The 84% state-controlled company has been swimming in absurdity for ten years. Since the Arenh mechanism, regulated access to historical nuclear electricity, it has been forced to sell part of its production at low cost to its competitors. It is to satisfy the European decision to open the energy market to competition that this lame device was invented, in defiance of the basic rules of competition.

Operators rub their hands: they take advantage of cheap goods that they redistribute to French households without ever having invested a penny in production. This gas machine, decried for years, more or less worked as long as the price of French electricity produced in largely amortized nuclear power stations remained moderate.

But the electricity surge facing all of Europe is a game-changer

The French who have the cheapest current in Europe should also suffer substantial increases in their bill. But as we are in full recovery, with an economy already very tested by years of covid, and especially as we are in an election year, a few months before the presidential election, the government is sparing individuals and imposing a price freeze.

For the main French producer, it’s a double penalty: it cannot increase its customers’ prices and it must also supply more power to its competitors at a floor price: 46 euros per megawatt hour, which is worth 300 on the market. The decision was announced on Friday and since then there has been consternation within EDF.

How much will this pre-campaign “promotion” cost him?

This represents 8 billion euros less revenue. It’s about the same deadweight loss for the state, which also waived a large part of the electricity tax to stop inflation. In the short term, households are winners, but when it comes down to it, it is always the taxpayer who will pay the bill.

To come to the aid of EDF, as the State does regularly, and to plug the public deficit which will continue to widen. A heresy denounced by all economists specializing in energy. And by the boss of the company, Jean-Bernard Levy, shocked by this decision, just like the employees.

Yesterday 4 unions launched a strike slogan for next week. Because the company which already has very proven finances has in front of it a wall of investments to be made. They amount to between 150 and 200 billion euros over the next twelve years. A sum impossible to find on the markets when the action tumbles.

How can the company get out of this crisis?

As the State is its majority shareholder, its fate depends on a political decision. The current campaign lends itself to this. Jean-Luc Mélenchon for the radical left has long advocated its renationalization.

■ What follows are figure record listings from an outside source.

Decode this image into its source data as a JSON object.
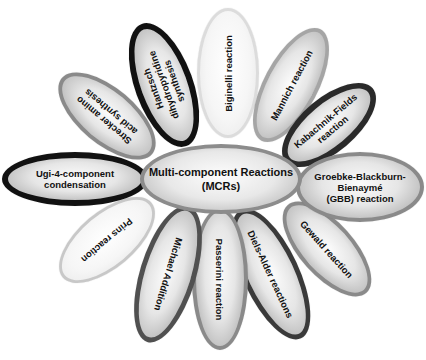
{
  "diagram": {
    "center": {
      "label": "Multi-component Reactions\n(MCRs)"
    },
    "petals": [
      {
        "id": "strecker",
        "label": "Strecker amino\nacid synthesis",
        "border": "gray"
      },
      {
        "id": "hantzsch",
        "label": "Hantzsch\ndihydropyridine\nsynthesis",
        "border": "black"
      },
      {
        "id": "biginelli",
        "label": "Biginelli reaction",
        "border": "light"
      },
      {
        "id": "mannich",
        "label": "Mannich reaction",
        "border": "gray"
      },
      {
        "id": "kabachnik",
        "label": "Kabachnik-Fields\nreaction",
        "border": "black"
      },
      {
        "id": "gbb",
        "label": "Groebke-Blackburn-\nBienaymé\n(GBB) reaction",
        "border": "gray"
      },
      {
        "id": "gewald",
        "label": "Gewald reaction",
        "border": "gray"
      },
      {
        "id": "diels-alder",
        "label": "Diels-Alder reactions",
        "border": "dark"
      },
      {
        "id": "passerini",
        "label": "Passerini reaction",
        "border": "gray"
      },
      {
        "id": "michael",
        "label": "Michael Addition",
        "border": "dark"
      },
      {
        "id": "prins",
        "label": "Prins reaction",
        "border": "light-gray"
      },
      {
        "id": "ugi",
        "label": "Ugi-4-component\ncondensation",
        "border": "black"
      }
    ]
  }
}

And he is now joined by the environmental candidate Yannick Jadot. This would give it the means to face the challenges of the energy transition and the aging of its nuclear fleet.

Economists first think that it is necessary to get out of this device regulated access to historical nuclear electricity. To allow the emergence of a healthy competition between actors present on the production as on the marketing of electricity.

► IN BRIEF

A tax on the super rich could solve extreme poverty.

A progressive tax of 2% on income exceeding 5 million dollars and going up to 5% beyond the billion would bring in 2520 billion dollars according to the alliance to fight against inequalities bringing together several NGOs including Oxfam. Earlier this week, Oxfam denounced the record enrichment of large fortunes during the period of covid, their wealth has doubled.